Google goes north

Landmarks like the Old Stone Church will appear in Google’s Street View map of the High Arctic village of Cambridge Bay. Photo: Kitikmeot Heritage Society
Landmarks like the Old Stone Church will appear in Google’s Street View map of the High Arctic village of Cambridge Bay. Photo: Kitikmeot Heritage Society
Published August 24, 2012

Google Street View has gone north of the 60th parallel to map the Victoria Island town of Cambridge Bay and its environs. Situated in the Arctic Archipelago, the village is the farthest north in Canada the Internet giant’s street-capturing crew has ever ventured.

The usual Google motor vehicle will give way to a sturdy camera-fitted tricycle capable of navigating the unpaved streets and rough terrain around this settlement of about 1,500 people. The mapping, aided by local Inuit residents, concludes Aug. 24, and will feature such landmarks as the Old Stone Church, inaugurated in 1954 by Fr. Andre Steinmann, a Roman Catholic missionary.

The story goes that the church’s builders used seal oil, sand and clay for mortar and insulated its walls with caribou fur. The story also goes that Steinman, a free-spirited, culturally sensitive Oblate priest managed to coax not a few of the Inuit residents away from “the straitlaced Anglicans” into Catholicism. The church was burned by vandals in 2006.

The federal government has announced that it will spend more than $142 million over the next six years to design and build a High Arctic research centre near Cambridge-which will definitely put this Nunavut hamlet on the map.

 

Author

  • Diana Swift

    Diana Swift is an award-winning writer and editor with 30 years’ experience in newspaper and magazine editing and production. In January 2011, she joined the Anglican Journal as a contributing editor.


TO DO – Could you please return each line of the data that has the word "pixels"?

AVAILABLE DATA –
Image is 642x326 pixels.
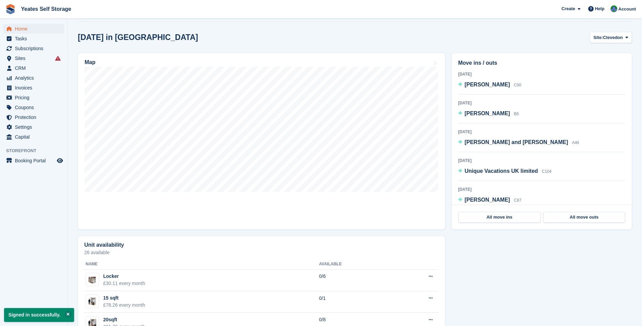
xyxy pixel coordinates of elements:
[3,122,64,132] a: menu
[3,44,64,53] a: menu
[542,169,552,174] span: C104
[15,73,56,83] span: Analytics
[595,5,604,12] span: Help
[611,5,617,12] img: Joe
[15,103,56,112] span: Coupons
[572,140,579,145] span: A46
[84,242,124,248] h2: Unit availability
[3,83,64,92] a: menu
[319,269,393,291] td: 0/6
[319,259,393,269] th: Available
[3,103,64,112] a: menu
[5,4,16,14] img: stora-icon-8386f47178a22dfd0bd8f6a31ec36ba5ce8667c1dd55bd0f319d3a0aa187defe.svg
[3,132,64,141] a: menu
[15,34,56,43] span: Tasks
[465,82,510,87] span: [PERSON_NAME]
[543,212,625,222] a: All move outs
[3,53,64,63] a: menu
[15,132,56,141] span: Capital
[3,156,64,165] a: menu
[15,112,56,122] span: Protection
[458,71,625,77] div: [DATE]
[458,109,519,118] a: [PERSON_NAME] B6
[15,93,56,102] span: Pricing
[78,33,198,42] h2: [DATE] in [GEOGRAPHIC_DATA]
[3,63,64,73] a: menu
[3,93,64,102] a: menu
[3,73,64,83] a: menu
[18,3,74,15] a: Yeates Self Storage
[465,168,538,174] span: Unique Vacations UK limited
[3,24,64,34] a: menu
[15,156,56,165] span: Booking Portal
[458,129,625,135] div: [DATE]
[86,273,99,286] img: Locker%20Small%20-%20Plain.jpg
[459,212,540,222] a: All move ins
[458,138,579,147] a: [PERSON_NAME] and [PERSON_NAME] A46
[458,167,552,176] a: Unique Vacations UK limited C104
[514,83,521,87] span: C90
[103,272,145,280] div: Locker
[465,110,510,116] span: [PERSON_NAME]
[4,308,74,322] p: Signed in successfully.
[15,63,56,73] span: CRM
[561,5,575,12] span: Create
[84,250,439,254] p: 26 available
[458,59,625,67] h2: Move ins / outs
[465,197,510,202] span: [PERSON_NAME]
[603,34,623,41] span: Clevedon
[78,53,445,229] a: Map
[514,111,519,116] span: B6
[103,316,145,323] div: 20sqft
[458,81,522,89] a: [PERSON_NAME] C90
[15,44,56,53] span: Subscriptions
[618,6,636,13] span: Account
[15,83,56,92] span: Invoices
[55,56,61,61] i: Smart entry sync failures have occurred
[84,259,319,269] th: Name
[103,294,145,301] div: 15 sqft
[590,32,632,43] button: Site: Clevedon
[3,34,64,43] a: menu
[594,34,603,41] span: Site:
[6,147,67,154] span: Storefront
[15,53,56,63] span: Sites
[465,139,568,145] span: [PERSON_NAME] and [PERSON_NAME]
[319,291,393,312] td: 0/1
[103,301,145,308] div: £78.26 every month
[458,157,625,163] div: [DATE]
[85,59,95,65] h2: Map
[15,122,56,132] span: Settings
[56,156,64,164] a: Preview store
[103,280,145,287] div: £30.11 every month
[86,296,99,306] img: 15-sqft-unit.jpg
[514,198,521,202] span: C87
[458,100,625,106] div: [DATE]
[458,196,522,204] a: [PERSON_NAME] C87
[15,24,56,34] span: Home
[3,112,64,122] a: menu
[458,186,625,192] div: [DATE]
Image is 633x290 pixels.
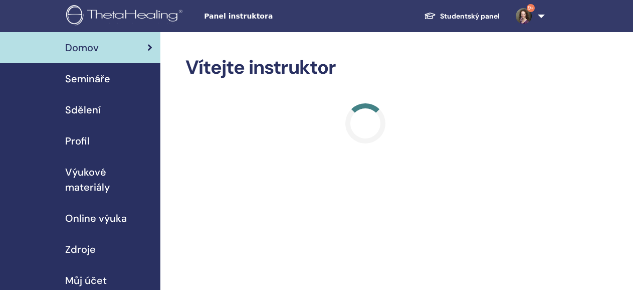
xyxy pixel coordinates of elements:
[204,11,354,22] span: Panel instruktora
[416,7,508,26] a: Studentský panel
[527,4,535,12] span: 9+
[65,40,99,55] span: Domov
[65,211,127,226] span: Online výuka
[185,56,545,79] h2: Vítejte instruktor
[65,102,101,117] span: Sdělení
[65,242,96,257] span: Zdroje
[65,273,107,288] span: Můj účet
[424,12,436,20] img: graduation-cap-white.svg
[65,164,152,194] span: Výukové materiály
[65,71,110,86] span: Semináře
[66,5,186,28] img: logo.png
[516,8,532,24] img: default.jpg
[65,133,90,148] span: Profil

--

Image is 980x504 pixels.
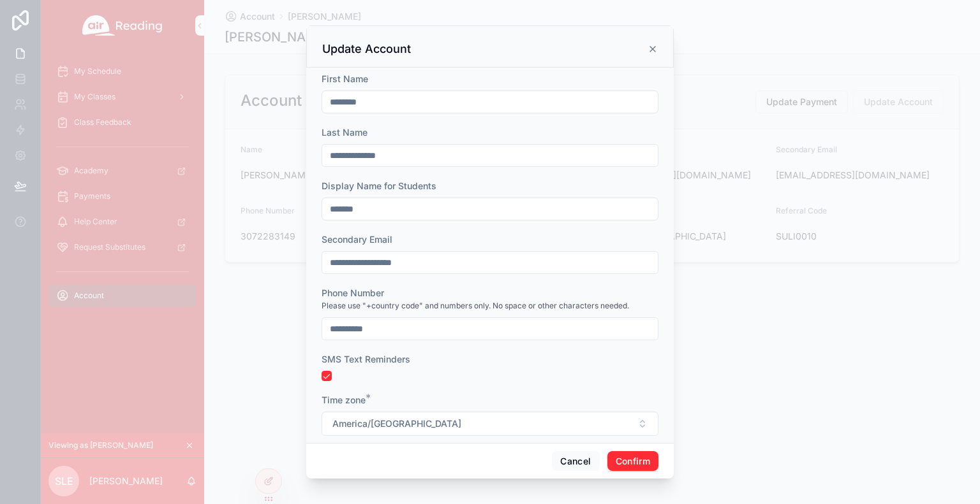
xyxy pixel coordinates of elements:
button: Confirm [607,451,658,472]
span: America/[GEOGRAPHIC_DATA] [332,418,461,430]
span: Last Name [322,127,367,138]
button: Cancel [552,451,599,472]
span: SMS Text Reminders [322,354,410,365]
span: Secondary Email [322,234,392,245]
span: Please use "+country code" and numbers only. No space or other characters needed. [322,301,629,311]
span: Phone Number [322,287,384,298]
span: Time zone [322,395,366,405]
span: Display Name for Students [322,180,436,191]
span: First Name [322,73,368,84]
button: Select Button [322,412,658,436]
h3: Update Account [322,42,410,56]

---

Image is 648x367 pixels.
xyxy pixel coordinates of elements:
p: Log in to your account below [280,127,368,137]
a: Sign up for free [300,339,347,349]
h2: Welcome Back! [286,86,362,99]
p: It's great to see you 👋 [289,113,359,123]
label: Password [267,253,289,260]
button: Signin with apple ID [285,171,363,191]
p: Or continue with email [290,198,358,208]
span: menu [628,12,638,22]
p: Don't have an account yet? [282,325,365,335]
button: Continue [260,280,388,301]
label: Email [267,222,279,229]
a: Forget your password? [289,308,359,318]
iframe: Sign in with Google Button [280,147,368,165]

SOLUTION FOR THIS PROBLEM –
Image is 642x326 pixels.
Image is 633x290 pixels.
Image is 980x504 pixels.
Image is 648x367 pixels.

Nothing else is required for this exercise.